Back in the day, C.S. Lewis thought that industry and suburban sprawl was ruining Oxford. Decades later, industry has slid into the urban background and the suburbs are here to stay. If I had to say anything at all, I would say that the crowds make this magical city just a little less transcendent. Tourists crowd Magdalen Street, Cornmarket, and the High Street. But Broad Street is the worst. They gather in handfuls on the steps of the Bodleian, but they pack them into the next block over.
When planning the trip, tourists from all over the world say they are coming to Oxford to experience the dreaming spires, the medieval to modern architecture, the cobblestones and colleges. Really, though, they are coming for the merchandise. The trinket shops overflow with travelers trying to find something that reminds them of the stone seat of Western knowledge, the birthplace of English learning, the jewel of quadrangular and Gothic architecture, the seedbed of religious transformation. They need something, you know, that captures all of that awesomeness. Like a magnet. Or a t-shirt.
In the two years since I last visited Oxford, the store windows in these memorabilia shops have changed. Once exclusively dedicated to college clothing and postcards, now they are increasingly filled with Harry Potter paraphernalia. You can buy a wand for between £3 and £40. I can’t tell you which is the best deal: it is the trinket that chooses the tourist, not the other way around. You can get a golden snitch (doesn’t work), or a Marauder’s Map (doesn’t work), or a Wizard’s Chess set (cool figurines, but doesn’t work). Perhaps I’m too much of a believer in magic to settle for Taiwanese factory versions, but it all seems a bit pale.
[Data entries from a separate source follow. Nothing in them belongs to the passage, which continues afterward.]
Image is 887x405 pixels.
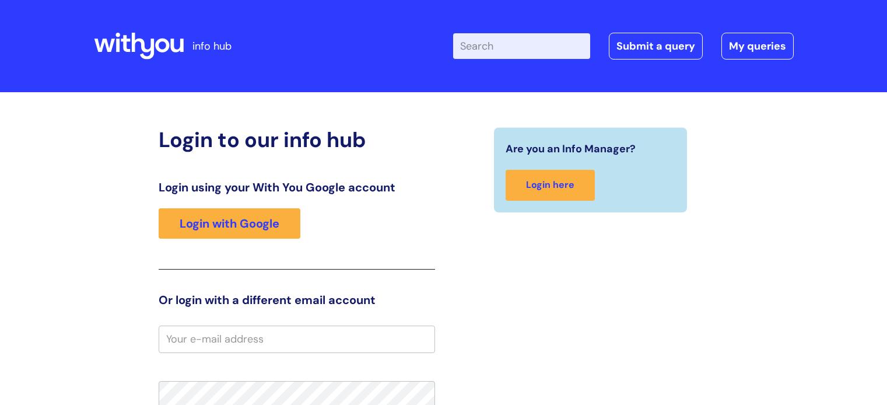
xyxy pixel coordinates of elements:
[453,33,590,59] input: Search
[159,325,435,352] input: Your e-mail address
[159,127,435,152] h2: Login to our info hub
[609,33,703,59] a: Submit a query
[506,139,636,158] span: Are you an Info Manager?
[159,208,300,239] a: Login with Google
[721,33,794,59] a: My queries
[159,293,435,307] h3: Or login with a different email account
[159,180,435,194] h3: Login using your With You Google account
[506,170,595,201] a: Login here
[192,37,232,55] p: info hub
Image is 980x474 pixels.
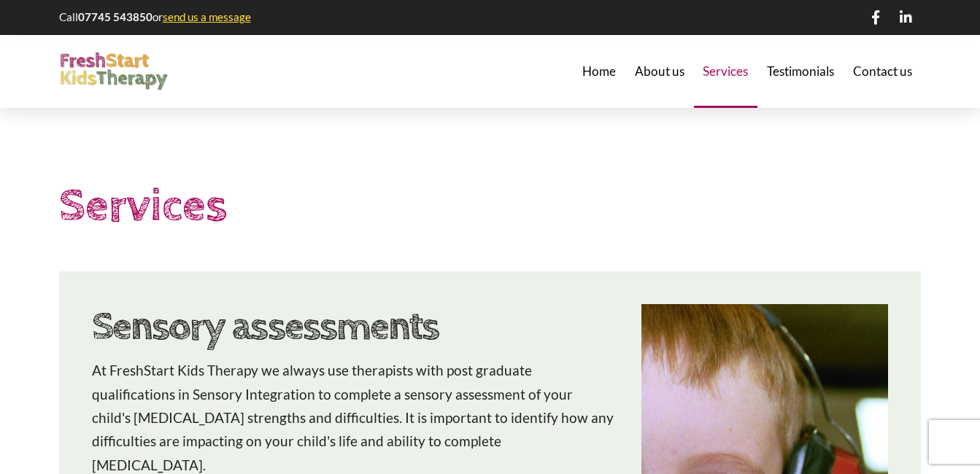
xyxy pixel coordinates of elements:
[843,35,922,108] a: Contact us
[625,35,694,108] a: About us
[59,10,253,25] p: Call or
[59,53,169,91] img: FreshStart Kids Therapy logo
[92,303,613,350] h2: Sensory assessments
[767,65,834,77] span: Testimonials
[853,65,912,77] span: Contact us
[694,35,758,108] a: Services
[635,65,684,77] span: About us
[703,65,748,77] span: Services
[757,35,843,108] a: Testimonials
[163,10,251,23] a: send us a message
[78,10,153,23] strong: 07745 543850
[59,173,922,239] h1: Services
[573,35,625,108] a: Home
[582,65,616,77] span: Home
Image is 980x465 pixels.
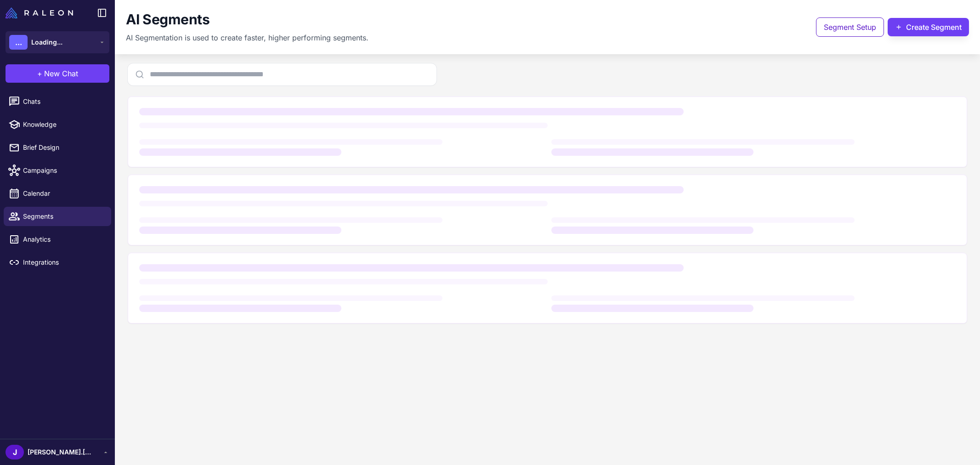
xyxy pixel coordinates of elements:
span: Calendar [23,188,104,199]
a: Calendar [4,184,111,203]
button: ...Loading... [6,31,109,54]
button: Create Segment [888,18,969,36]
span: Integrations [23,257,104,267]
span: Analytics [23,234,104,244]
span: [PERSON_NAME].[PERSON_NAME] [27,447,92,457]
p: AI Segmentation is used to create faster, higher performing segments. [126,32,369,43]
span: Chats [23,97,104,106]
a: Chats [4,92,111,111]
img: Raleon Logo [6,7,73,18]
span: New Chat [44,68,78,79]
span: Loading... [31,37,63,47]
span: Campaigns [23,166,104,175]
div: ... [9,35,27,49]
span: Knowledge [23,119,104,130]
button: Segment Setup [816,18,884,37]
a: Analytics [4,230,111,249]
a: Knowledge [4,115,111,134]
a: Brief Design [4,138,111,157]
a: Campaigns [4,161,111,180]
a: Raleon Logo [6,7,77,18]
span: + [37,68,42,79]
a: Segments [4,206,111,226]
span: Segment Setup [824,22,876,32]
span: Brief Design [23,142,104,152]
a: Integrations [4,253,111,272]
span: Segments [23,211,104,221]
h1: AI Segments [126,11,210,28]
button: +New Chat [6,64,109,82]
div: J [6,445,24,459]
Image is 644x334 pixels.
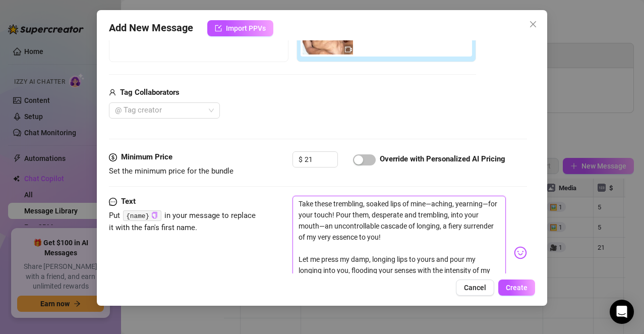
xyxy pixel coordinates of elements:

Except for the Harry Potter store at King’s Cross Station—next to a clever Platform 9¾ display—there is more Pottericity in Oxford than even in London. As I just happened to have started rereading the series–trying to keep ahead of my niece, who is a reading fiend–so I was curious about why Oxford has a touch of Pottermania.
It could be that not all this local Potter merchandise is 100% approved by the Ministry of Magic’s trademark lawyers. Oxford provides enough distance, perhaps, from the Ministry’s headquarters in London.
It may be because parts of the movie were filmed here. The infirmary where Harry’s bones grow back is the Divinity School at the Bodleian (I get in because I have the magic Bodleian reader’s card). I suppose there might be a Harry Potter tour of Oxford, but I haven’t seen it. Yet.
Beyond those simpler reasons, I think partly it’s that Hogwarts School of Witchcraft and Wizardry makes sense here in Oxford. North American readers, and perhaps British school kids at the non-posh schools, may find Hogwarts quaint with its houses, prefects, dining halls, gowns, dusty libraries, gargoyles, and collegiate integration of arts and sciences. In Oxford, however, all those things are still a reality. Professors still lecture, from time to time, in their monastic gowns. Students living in halls will dine at the high table—the same tables where the great writers, scientists, and politicians of history have whispered to friends their plans for iconic literature, groundbreaking discoveries, and totalitarian rule. The history of Hogwarts rhymes with the memory of Oxford.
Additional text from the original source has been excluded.